The American Prospect
(June 1, 2017) Democrats have mounted an aggressive, multi-million dollar effort to fight back against district lines that they say were unfairly and even illegally drawn. And they may get an assist from the Supreme Court.
The practice of gerrymandering—manipulating electoral boundaries to favor the party in power—is hardly new, and the arcane topic of redistricting typically makes voters’ eyes glaze over. But the issue is drawing national attention amid mounting voter anger, a string of state and federal lawsuits, and growing concern among Democrats that gerrymandering could lock them out of power for another decade.
“It is unfair, it is undemocratic and in many of these states it is illegal,” says Kelly Ward, executive director of the National Democratic Redistricting Committee, a new super PAC that is raising big money from Democratic donors and has a projected budget in the millions for the 2018 election cycle.
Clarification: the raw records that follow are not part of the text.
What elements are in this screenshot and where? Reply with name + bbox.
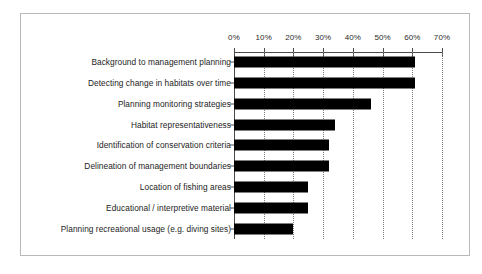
bar [234,78,415,89]
bar [234,140,329,151]
category-row: Identification of conservation criteria [21,135,471,156]
bar [234,98,371,109]
bar [234,119,335,130]
category-label: Location of fishing areas [140,182,231,192]
category-row: Planning recreational usage (e.g. diving… [21,218,471,239]
bar [234,161,329,172]
category-row: Location of fishing areas [21,177,471,198]
category-row: Delineation of management boundaries [21,156,471,177]
category-label: Educational / interpretive material [106,203,231,213]
category-label: Habitat representativeness [131,120,231,130]
category-label: Planning monitoring strategies [118,99,231,109]
category-row: Detecting change in habitats over time [21,73,471,94]
category-row: Habitat representativeness [21,114,471,135]
category-label: Delineation of management boundaries [84,161,231,171]
category-label: Planning recreational usage (e.g. diving… [61,224,231,234]
x-axis-tick-label: 50% [374,33,390,42]
category-row: Planning monitoring strategies [21,94,471,115]
x-axis-tick-label: 0% [228,33,240,42]
x-axis-tick-label: 70% [434,33,450,42]
category-row: Educational / interpretive material [21,197,471,218]
x-axis-tick-label: 10% [256,33,272,42]
figure-frame: 0%10%20%30%40%50%60%70% Background to ma… [20,13,470,256]
bar-chart: 0%10%20%30%40%50%60%70% Background to ma… [21,14,471,257]
category-label: Background to management planning [91,57,231,67]
bar [234,223,293,234]
category-label: Identification of conservation criteria [97,140,231,150]
category-label: Detecting change in habitats over time [88,78,231,88]
x-axis-tick-label: 20% [285,33,301,42]
bar [234,182,308,193]
x-axis-tick-label: 60% [404,33,420,42]
x-axis-tick-label: 40% [345,33,361,42]
category-row: Background to management planning [21,52,471,73]
bar [234,57,415,68]
bar [234,202,308,213]
x-axis-tick-label: 30% [315,33,331,42]
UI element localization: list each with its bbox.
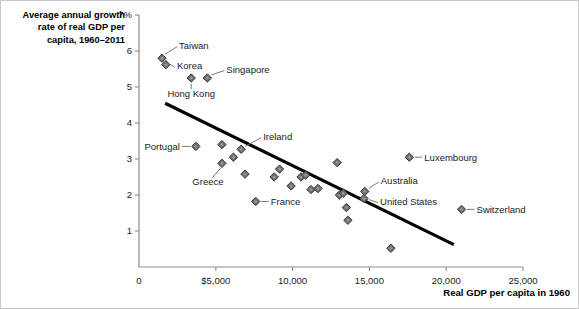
x-tick-label: 15,000	[355, 275, 384, 286]
point-label: Singapore	[226, 64, 269, 75]
x-tick-label: 20,000	[432, 275, 461, 286]
point-label: Korea	[177, 60, 203, 71]
x-axis-title: Real GDP per capita in 1960	[443, 287, 570, 298]
y-tick-label: 1	[127, 225, 132, 236]
data-point	[287, 182, 295, 190]
chart-title-line-3: capita, 1960–2011	[7, 34, 125, 46]
data-point	[241, 170, 249, 178]
label-leader-line	[165, 47, 177, 55]
data-point	[192, 142, 200, 150]
point-label: Luxembourg	[424, 152, 477, 163]
data-point	[342, 203, 350, 211]
data-point	[218, 159, 226, 167]
label-leader-line	[369, 182, 379, 189]
data-point	[344, 216, 352, 224]
y-tick-label: 2	[127, 189, 132, 200]
data-point	[314, 184, 322, 192]
axis-lines	[139, 15, 523, 267]
chart-title-line-2: rate of real GDP per	[7, 21, 125, 33]
data-point	[361, 187, 369, 195]
y-tick-label: 3	[127, 153, 132, 164]
data-point	[218, 140, 226, 148]
data-point	[252, 197, 260, 205]
chart-title: Average annual growth rate of real GDP p…	[7, 9, 125, 46]
trend-line-layer	[165, 103, 454, 244]
x-tick-label: 10,000	[278, 275, 307, 286]
data-point	[387, 244, 395, 252]
data-point	[405, 153, 413, 161]
point-label: France	[271, 196, 301, 207]
data-point	[307, 185, 315, 193]
data-point	[237, 145, 245, 153]
data-point	[187, 74, 195, 82]
scatter-chart: Average annual growth rate of real GDP p…	[1, 1, 578, 308]
y-tick-label: 4	[127, 117, 132, 128]
point-label: United States	[380, 196, 437, 207]
plot-area: 1234567%0$5,00010,00015,00020,00025,000 …	[1, 1, 579, 309]
point-label: Hong Kong	[167, 88, 215, 99]
data-point	[229, 153, 237, 161]
point-label: Switzerland	[477, 204, 526, 215]
data-point	[275, 165, 283, 173]
data-point	[333, 158, 341, 166]
data-point	[203, 74, 211, 82]
x-tick-label: 25,000	[508, 275, 537, 286]
chart-title-line-1: Average annual growth	[7, 9, 125, 21]
point-label: Ireland	[263, 131, 292, 142]
point-label: Taiwan	[179, 40, 209, 51]
trend-line	[165, 103, 454, 244]
point-label: Greece	[192, 176, 223, 187]
point-label: Portugal	[144, 141, 179, 152]
data-points-layer	[158, 54, 466, 252]
data-point	[457, 205, 465, 213]
point-label: Australia	[381, 175, 419, 186]
y-tick-label: 5	[127, 81, 132, 92]
x-tick-label: $5,000	[201, 275, 230, 286]
y-tick-label: 6	[127, 45, 132, 56]
label-leader-line	[211, 71, 224, 76]
x-tick-label: 0	[136, 275, 141, 286]
data-point	[270, 173, 278, 181]
point-labels-layer: TaiwanKoreaHong KongSingaporePortugalGre…	[144, 40, 525, 215]
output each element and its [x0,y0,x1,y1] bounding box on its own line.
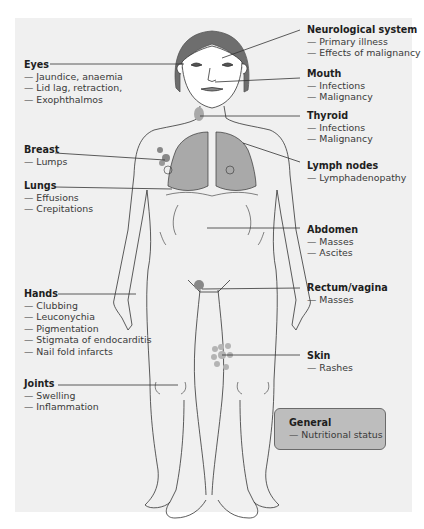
annotation-joints: Joints — Swelling — Inflammation [24,378,99,413]
annotation-hands: Hands — Clubbing — Leuconychia — Pigment… [24,288,152,358]
thyroid-shape [194,107,204,121]
face-shape [182,46,242,108]
annotation-thyroid: Thyroid — Infections — Malignancy [307,110,373,145]
annotation-lymph-nodes: Lymph nodes — Lymphadenopathy [307,160,406,183]
rectum-vagina-shape [194,280,204,290]
general-box: General — Nutritional status [274,408,386,450]
annotation-general: General — Nutritional status [289,417,383,440]
right-lung-shape [216,132,256,191]
annotation-skin: Skin — Rashes [307,350,353,373]
annotation-lungs: Lungs — Effusions — Crepitations [24,180,93,215]
annotation-breast: Breast — Lumps [24,144,67,167]
annotation-abdomen: Abdomen — Masses — Ascites [307,224,358,259]
annotation-rectum-vagina: Rectum/vagina — Masses [307,282,388,305]
annotation-neurological-system: Neurological system — Primary illness — … [307,24,421,59]
annotation-eyes: Eyes — Jaundice, anaemia — Lid lag, retr… [24,59,123,105]
annotation-mouth: Mouth — Infections — Malignancy [307,68,373,103]
left-lung-shape [168,132,208,191]
skin-rash-shape [211,343,233,370]
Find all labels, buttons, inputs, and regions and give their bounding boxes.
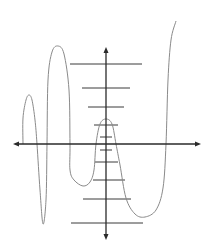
arrow-up-icon: [104, 47, 109, 53]
arrow-right-icon: [195, 142, 201, 147]
diagram-canvas: [0, 0, 213, 250]
arrow-down-icon: [104, 234, 109, 240]
horizontal-line-test-diagram: [0, 0, 213, 250]
arrow-left-icon: [13, 142, 19, 147]
function-curve: [23, 21, 176, 224]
Unveiled in January by Eric Holder, President Obama’s former attorney general, the PAC will use legal, political and high technology tools to help tilt the playing field back toward Democrats. To that end, the PAC will help Democrats in their efforts to win gubernatorial and state legislative seats so that the party has a say in drawing district lines in 2021, following the 2020 Census.
Organizers are also eyeing ballot initiatives in such states as Michigan, Missouri, and Ohio that would require better bipartisan representation in the drawing of electoral maps. Their biggest champion is Obama himself, who has flagged redistricting changes as a leading priority, and called for district lines that “encourage politicians to cater to common sense and not to rigid extremes” in his farewell address.